Michael disapproved of meritocracy because he saw it as a way of legitimising inequality. After all, if everyone starts out on a level playing field, then the resulting allocation of rewards—however unequal—seems fair. Those at the very pinnacle of our society might not inherit their privileged position, as their forebears had done, but its pyramid-like shape would be preserved. Indeed, once this hierarchical structure became legitimised, as it would in a meritocratic society, it was likely that power and wealth would become concentrated in even fewer hands.  [...]  Analysts of the broader sweep of social mobility are divided on how much it has slowed down (see David Goodhart’s previous article), but there is some consensus that there has been a falling off since the time my father wrote Meritocracy.

[...]  Writing in the 1960s, the sociologist WG Runciman, author of Relative Deprivation and Social Justice, argued that ordinary people tolerate high levels of inequality because they don’t compare themselves with those at the top, but with people like themselves. By that measure, they are far better off than they were 50 years ago, even if their incomes have grown by a smaller percentage than the top earners.

However, this argument doesn’t seem plausible any longer. Mark Pearson, the head of the OECD’s social policy division, has identified something he calls the “Hello! magazine effect” whereby people now compare themselves with the most successful members of society, thereby increasing their insecurity and sense of deprivation. This appears to be tied up with the decline of deference. A person’s social background may still affect their life chances, but it no longer plays such an important role in determining their attitudes and aspirations, particularly towards those higher up—and lower down—the food chain

[...]  As Ferdinand Mount notes in Mind the Gap: “The old class markers have become taboo… The manners of classlessness have become de rigueur.” To put it another way: a profound increase in economic inequality has been accompanied by a dramatic increase in social and cultural equality. We can see this most clearly in changing attitudes to popular culture. It is a cliché to point out that the distinction between high and low culture has all but disappeared in the past 25 years or so. In this free-for-all it is high culture that has been the loser, with most educated people under 45 embracing popular culture almost exclusively.  [...]  The rich and the poor no longer live in two nations, at least not socially. Economic divisions may be more pronounced than ever, but we support the same football teams, watch the same television programmes, go to the same movies. Mass culture is for everyone, not just the masses.

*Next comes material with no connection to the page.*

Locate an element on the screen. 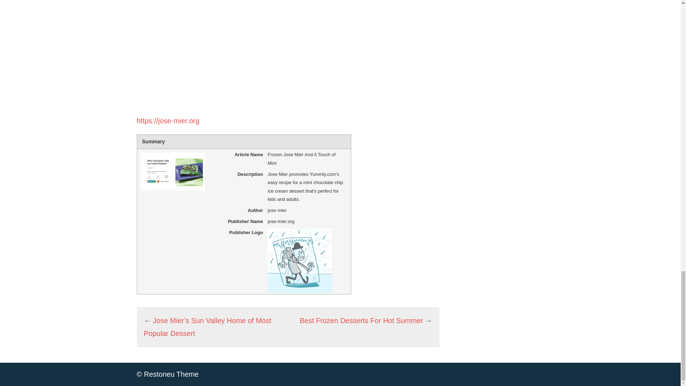 The height and width of the screenshot is (386, 686). YouTube video player is located at coordinates (236, 51).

[...]  If this is the case, I believe it is largely due to the emergence of a new class that my father didn’t anticipate and which, for want of a better word, I shall call the “celebritariat.” [...] the premier league footballers and their wives, pop stars, movie stars, soap stars and the like.  [...]  If the celebritariat really does play a role in legitimising economic inequality, it is also because ordinary people imagine that they, too, could become members. A YouGov poll of nearly 800 16-19-year-olds conducted on behalf of the Learning and Skills Council in 2006 revealed that 11 per cent said they were “waiting to be discovered.”

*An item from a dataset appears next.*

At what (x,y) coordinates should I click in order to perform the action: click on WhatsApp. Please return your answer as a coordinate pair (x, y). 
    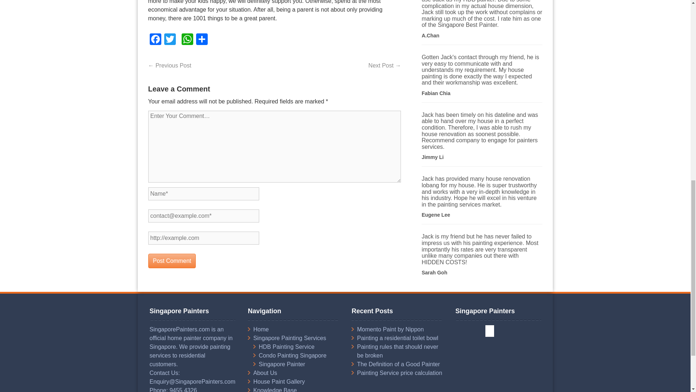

Some commentators believe that the preponderance of reality shows and their casts of freaks and wannabes—the lumpen celebritariat—have devalued the whole notion of stardom. Yet the YouGov survey discovered that appearing on a reality television programme was a popular career option among teenagers, and another poll found 26 per cent of 16 to 19 year olds believe it is easy to secure a career in sports, entertainment or the media. If the existence of the celebrity class does play a role in securing people’s consent to our winner-takes-all society, then the fact that the entry requirements are so low helps this process along. If people believe there is a genuine chance they might be catapulted to the top, they’re more likely to endorse a system in which success is so highly rewarded. To paraphrase the advertising slogan for the National Lottery, it could be them. As with the lottery, people may know that the actual chances of winning are low but the selection mechanism itself is fair—a level playing field. After that, their “specialness” will take care of the rest.